- **Goal of the exercise**:
Reproduce the material that follows, please, but only from its first line to the line containing "Task: Click on", inclusive.
Data extract below:
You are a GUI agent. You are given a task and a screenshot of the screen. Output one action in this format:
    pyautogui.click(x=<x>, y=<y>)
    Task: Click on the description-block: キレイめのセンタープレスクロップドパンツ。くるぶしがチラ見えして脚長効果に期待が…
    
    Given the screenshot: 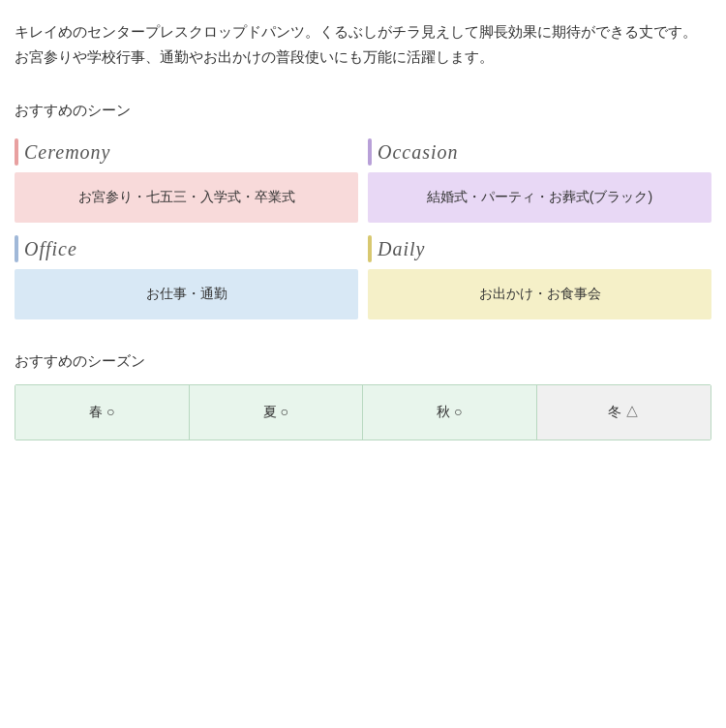 What is the action you would take?
    pyautogui.click(x=363, y=45)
End of Data extract.
- **Output of the task**:
You are a GUI agent. You are given a task and a screenshot of the screen. Output one action in this format:
    pyautogui.click(x=<x>, y=<y>)
    Task: Click on the description-block: キレイめのセンタープレスクロップドパンツ。くるぶしがチラ見えして脚長効果に期待が…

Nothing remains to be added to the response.